Today's weather, not a trivia table
Most temperature quizzes test climate averages, which reduces the game to memorized normals. HigherQ compares today's high temperatures from live data, so the puzzle is part geography, part meteorology: latitude and elevation set the baseline, but season, hemisphere, and this week's weather decide the round. A desert city on a cool snap can lose to a humid coast, and a famous cold city can win a summer matchup you would never expect.
The streak is the score
The format is endless higher-or-lower: call each comparison correctly and the streak grows, miss once and the run ends. Early rounds feel easy, but the game gets sharp when two cities sit within a couple of degrees of each other and you are twenty deep into a streak you do not want to lose.

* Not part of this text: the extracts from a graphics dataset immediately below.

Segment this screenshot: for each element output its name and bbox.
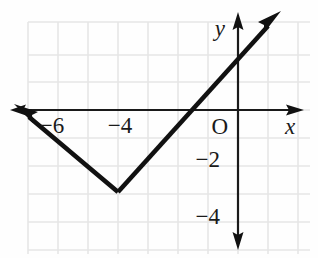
x-tick-label-neg6: −6 [40, 113, 64, 138]
y-axis-label: y [213, 16, 226, 41]
y-tick-label-neg4: −4 [196, 204, 221, 229]
x-axis-label: x [284, 114, 296, 139]
x-tick-label-neg4: −4 [108, 113, 133, 138]
axis-labels: −6 −4 −2 −4 O x y [40, 16, 296, 229]
origin-label: O [211, 114, 228, 139]
y-tick-label-neg2: −2 [196, 147, 220, 172]
graph-figure: −6 −4 −2 −4 O x y [0, 0, 318, 258]
coordinate-plane-svg: −6 −4 −2 −4 O x y [0, 0, 318, 258]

What the game quietly teaches
A few dozen rounds build real instincts: hemispheres flip seasons, elevation cools cities that look tropical on a map, coastal water moderates extremes, and continental interiors swing hard. Those are exactly the instincts PassportQ rewards, since today's high temperature at the mystery city is its opening clue — the temperature mode doubles as training for it.
Four other modes when you want variety
Temperature is one of five HigherQ modes. The others compare cities by population, elevation, age, and distance from the equator, so the same higher-or-lower streak format can drill whichever city facts you are weakest on. For more weather-adjacent geography, Headcount tests where people actually live on a population map, and Geo Blackjack gambles on city populations.